Thomas J. Campanella, NYC Parks’ Historian in Residence and author of Brooklyn, The Once and Future City, returned to his hometown roots to talk about the history of Marine Park on Saturday, July 13th, at the Salt Marsh Nature Center, 3301 Avenue U.
The well-attended event, sponsored by the Salt Marsh Alliance (SMA), was one of over 35 activities on the 7th Annual Jamaica Bay Festival “City of Water Day” events calendar. Hosted by the Jamaica Bay-Rockaway Parks Conservancy, the Festival offered participants a chance to engage in a diverse array of recreational and educational activities while celebrating the natural beauty of Jamaica Bay.
SMA board member Debra Sturm introduced the program, which was a treat for many of the area residents there who wanted to learn more about their neighborhood from a native denizen who travels between Marine Park and Cornell University in Ithaca, NY, where he is an associate professor and director of undergraduate studies in the Department of City and Regional Planning.
“I grew up, literally, two blocks down East 33rd Street,” Campanella said. “This was our playground here back when they had carcasses of abandoned vehicles in the water looking like river rats.”
He spoke fondly of his childhood memories, which contributed to his interest in finding out more about his old neighborhood. It was easy to see his passion for the topic as he began the tale of the history and transformation of Marine Park beginning from the Ice Age when glacial outwash created Long Island, the “butt end” of which was Brooklyn.
From there was the story of the early Leni Lenape Indians whose wampum attracted the early Dutch settlers and drove the beaver industry; agricultural development supported by chattel slavery; Gerritsen Inlet aka Gerritsen Creek, on whose shores once stood the Gerritsen tide mill whose remnants can still be seen today behind the Salt Marsh Nature Center at low tide; and booming immigration that inspired numerous grandiose plans to develop the area by rich and powerful men to meet the needs of a burgeoning working class population.
There were numerous competing philanthropists, city planners and developers that emerged during the 1920s and 30s with plans, each one bigger than the next, including Charles Downing Lay, a landscape architect who drafted the initial and grandest design of Marine Park, but it was Robert Moses, the first citywide parks commissioner, who in the 1930s, quashed plans to turn Jamaica Bay, including the Marine Park Salt Marsh, into a vast industrial seaport and park complex and keep it in its natural state.
Campanella narrated his compelling tale with photographs depicting a kaleidoscope of historical markers impacting the area that captivated the audience’s imagination and prompted many comments and questions after the presentation, which led to a lively discussion.
SMA board member Bob Kaplan mentioned Superstorm Sandy, the last big storm that hit over a decade ago and the impact it had on the area.
“Those of you who live in this neighborhood, again, we can thank Robert Moses for not having flooded basements because this landscape here absorbed and held an enormous amount of surge water,” Campanella said. “Had that park been built with all that hardscape, this whole area would have been underwater.”
Many leaving the event spoke about how much they enjoyed the presentation. Flatlands resident and former SMA member Barbara Becker, who met Campanella previously and purchased his book, said that she found that he had a passion for Brooklyn history and you could see it in the book.
“He’s quite down to earth,” she said. “He’s knowledgeable and he’s accepting to other people’s input, and the fact that he lived up by Cornell and yet he stays here still and comes back and forth is quite impressive.”
I was there and it is an accurate article with the higlights and a conversational style that flows.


— Activity —
Could you please find each line in the records that contains the word "screenshot" and copy it?

══ Material to process ══

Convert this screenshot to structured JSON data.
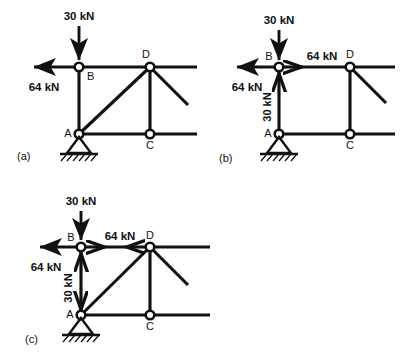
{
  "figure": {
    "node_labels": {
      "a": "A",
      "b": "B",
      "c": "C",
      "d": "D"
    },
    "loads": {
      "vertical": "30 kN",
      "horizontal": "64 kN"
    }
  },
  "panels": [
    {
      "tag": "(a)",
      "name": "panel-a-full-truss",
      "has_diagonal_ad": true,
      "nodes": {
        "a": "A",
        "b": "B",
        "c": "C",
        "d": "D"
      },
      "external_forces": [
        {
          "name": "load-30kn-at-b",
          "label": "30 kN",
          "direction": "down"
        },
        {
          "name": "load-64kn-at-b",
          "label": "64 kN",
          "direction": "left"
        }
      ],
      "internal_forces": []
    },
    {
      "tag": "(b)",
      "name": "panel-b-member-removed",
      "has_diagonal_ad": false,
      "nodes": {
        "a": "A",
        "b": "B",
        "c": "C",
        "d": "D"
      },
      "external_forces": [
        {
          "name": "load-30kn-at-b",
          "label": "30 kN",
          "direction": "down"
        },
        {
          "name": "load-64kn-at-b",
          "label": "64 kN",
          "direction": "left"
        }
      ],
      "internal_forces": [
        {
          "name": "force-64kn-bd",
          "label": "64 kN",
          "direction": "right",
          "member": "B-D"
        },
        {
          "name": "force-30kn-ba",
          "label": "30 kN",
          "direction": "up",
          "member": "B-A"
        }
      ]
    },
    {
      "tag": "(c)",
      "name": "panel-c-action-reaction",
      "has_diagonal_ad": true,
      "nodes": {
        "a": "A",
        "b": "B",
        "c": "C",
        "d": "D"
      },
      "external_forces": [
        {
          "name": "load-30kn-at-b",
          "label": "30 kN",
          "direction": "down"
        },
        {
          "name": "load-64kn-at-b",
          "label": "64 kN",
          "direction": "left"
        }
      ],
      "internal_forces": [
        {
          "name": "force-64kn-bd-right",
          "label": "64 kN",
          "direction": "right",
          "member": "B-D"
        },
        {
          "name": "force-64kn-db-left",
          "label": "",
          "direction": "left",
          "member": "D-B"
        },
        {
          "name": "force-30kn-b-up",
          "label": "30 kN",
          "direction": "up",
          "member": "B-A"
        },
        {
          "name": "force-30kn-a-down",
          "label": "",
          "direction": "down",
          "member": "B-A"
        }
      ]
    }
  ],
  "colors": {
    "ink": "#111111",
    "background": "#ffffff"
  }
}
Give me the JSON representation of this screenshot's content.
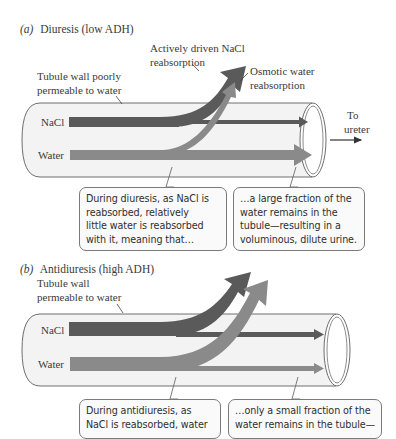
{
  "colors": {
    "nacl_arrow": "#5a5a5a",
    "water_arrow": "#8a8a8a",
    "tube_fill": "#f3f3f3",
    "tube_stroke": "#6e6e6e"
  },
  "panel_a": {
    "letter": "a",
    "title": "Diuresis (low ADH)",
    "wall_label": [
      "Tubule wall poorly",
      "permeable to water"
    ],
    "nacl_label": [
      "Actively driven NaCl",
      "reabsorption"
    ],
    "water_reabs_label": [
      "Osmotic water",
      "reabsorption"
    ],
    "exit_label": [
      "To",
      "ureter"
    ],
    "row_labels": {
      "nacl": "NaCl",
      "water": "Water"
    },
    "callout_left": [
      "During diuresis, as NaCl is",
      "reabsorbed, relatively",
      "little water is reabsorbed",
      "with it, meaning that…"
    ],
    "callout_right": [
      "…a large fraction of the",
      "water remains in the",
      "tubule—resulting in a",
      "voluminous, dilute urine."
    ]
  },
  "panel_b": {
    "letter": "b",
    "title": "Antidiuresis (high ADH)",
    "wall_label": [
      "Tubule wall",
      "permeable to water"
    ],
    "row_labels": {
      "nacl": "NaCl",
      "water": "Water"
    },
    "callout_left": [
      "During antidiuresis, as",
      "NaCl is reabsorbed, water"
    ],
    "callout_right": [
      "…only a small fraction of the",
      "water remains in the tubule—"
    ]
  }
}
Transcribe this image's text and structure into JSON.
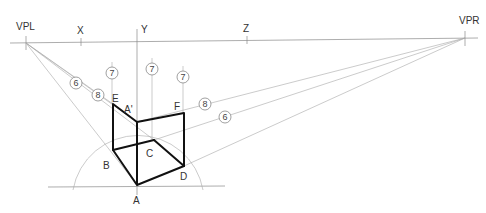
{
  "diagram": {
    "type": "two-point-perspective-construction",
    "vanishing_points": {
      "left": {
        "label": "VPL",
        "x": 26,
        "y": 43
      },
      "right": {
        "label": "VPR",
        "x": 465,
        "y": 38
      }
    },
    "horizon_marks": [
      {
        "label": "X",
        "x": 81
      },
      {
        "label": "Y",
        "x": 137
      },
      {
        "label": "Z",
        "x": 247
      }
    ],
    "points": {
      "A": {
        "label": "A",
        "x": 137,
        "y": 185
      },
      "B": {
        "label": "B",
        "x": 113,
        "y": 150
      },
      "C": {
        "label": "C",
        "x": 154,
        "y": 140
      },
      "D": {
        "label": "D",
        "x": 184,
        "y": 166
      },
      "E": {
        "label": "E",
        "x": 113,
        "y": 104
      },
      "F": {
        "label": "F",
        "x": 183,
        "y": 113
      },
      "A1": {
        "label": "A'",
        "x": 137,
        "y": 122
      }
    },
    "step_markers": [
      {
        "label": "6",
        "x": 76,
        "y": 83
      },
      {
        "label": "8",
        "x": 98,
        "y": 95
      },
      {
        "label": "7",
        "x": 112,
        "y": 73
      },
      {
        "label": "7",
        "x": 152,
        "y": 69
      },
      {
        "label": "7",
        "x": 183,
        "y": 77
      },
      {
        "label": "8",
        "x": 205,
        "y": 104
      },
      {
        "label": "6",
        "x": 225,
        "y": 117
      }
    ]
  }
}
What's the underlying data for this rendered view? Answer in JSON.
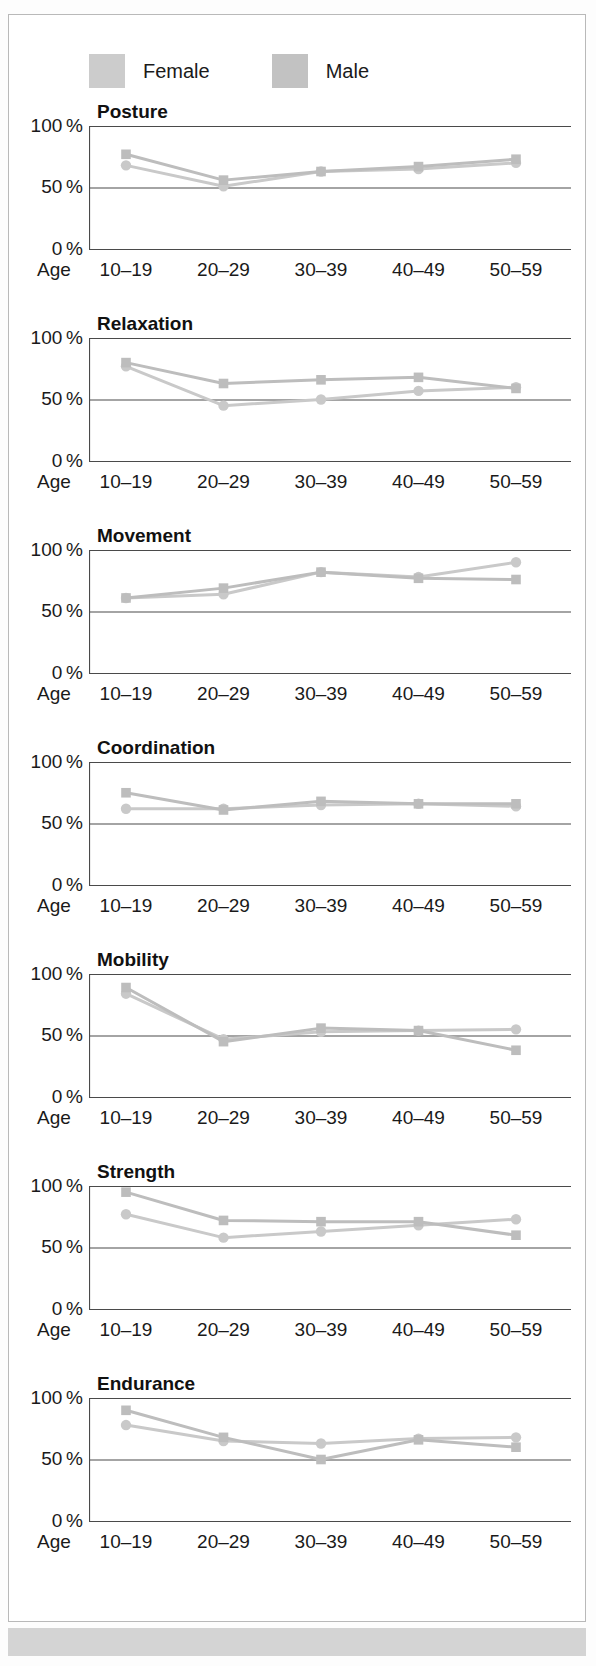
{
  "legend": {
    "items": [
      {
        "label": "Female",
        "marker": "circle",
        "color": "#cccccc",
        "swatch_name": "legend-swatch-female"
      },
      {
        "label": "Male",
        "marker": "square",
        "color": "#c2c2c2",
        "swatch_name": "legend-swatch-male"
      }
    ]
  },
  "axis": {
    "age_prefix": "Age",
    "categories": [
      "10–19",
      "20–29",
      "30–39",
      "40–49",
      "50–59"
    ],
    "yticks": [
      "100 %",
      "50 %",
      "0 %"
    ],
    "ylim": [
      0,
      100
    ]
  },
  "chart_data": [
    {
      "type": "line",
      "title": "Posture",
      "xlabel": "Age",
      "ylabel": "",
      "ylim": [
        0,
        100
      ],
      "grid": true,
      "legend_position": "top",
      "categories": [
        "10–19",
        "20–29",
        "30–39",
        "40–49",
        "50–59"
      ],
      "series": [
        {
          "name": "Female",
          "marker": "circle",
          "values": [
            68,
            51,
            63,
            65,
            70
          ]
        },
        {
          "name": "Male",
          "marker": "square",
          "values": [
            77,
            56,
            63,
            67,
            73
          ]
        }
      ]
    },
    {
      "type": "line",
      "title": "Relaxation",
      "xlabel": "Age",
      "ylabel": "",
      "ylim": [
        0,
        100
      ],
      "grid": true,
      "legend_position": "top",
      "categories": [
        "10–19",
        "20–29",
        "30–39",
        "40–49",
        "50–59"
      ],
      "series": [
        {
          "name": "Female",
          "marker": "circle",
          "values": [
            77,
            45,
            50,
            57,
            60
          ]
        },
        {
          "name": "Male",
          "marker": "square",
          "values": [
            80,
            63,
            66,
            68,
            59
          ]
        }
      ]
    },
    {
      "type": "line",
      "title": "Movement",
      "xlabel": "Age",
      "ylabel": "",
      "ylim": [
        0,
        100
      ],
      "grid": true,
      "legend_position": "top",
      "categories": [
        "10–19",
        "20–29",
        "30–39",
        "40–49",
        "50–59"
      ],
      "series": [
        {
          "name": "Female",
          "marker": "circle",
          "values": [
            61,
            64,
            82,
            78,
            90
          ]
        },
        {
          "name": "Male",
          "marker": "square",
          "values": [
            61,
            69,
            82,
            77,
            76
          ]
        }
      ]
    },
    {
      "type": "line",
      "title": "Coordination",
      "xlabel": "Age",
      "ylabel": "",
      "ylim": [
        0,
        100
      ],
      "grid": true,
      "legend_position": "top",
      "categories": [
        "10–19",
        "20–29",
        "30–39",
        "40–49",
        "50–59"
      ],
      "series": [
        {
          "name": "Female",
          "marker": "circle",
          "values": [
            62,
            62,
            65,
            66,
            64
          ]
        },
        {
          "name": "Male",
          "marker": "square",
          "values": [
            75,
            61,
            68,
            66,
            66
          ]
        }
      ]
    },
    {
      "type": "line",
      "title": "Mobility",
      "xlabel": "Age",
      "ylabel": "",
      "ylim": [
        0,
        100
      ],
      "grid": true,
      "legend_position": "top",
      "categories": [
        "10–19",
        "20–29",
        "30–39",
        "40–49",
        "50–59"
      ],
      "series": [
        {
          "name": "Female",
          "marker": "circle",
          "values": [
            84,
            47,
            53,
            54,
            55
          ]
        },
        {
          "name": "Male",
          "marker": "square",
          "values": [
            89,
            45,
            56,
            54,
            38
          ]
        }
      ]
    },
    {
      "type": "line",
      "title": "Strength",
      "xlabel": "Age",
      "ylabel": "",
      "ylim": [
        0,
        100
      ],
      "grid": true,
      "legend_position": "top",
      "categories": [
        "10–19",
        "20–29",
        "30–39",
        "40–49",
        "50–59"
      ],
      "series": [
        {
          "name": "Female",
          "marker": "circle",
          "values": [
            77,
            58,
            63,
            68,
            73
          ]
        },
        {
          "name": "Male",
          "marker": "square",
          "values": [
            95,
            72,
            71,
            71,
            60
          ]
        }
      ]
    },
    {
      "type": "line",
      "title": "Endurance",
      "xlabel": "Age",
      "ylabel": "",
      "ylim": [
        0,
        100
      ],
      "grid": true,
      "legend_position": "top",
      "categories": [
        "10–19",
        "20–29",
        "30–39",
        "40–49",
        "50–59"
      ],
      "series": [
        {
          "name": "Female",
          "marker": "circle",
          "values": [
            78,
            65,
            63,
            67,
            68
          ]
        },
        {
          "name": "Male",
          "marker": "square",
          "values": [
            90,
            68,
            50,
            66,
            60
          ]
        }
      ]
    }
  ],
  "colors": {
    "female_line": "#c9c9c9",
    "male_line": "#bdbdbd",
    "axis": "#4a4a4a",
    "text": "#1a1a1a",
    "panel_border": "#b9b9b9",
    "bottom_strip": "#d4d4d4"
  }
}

═══

— Solution for this task —
Convert this screenshot to structured JSON data.
Give me the JSON representation of this screenshot's content.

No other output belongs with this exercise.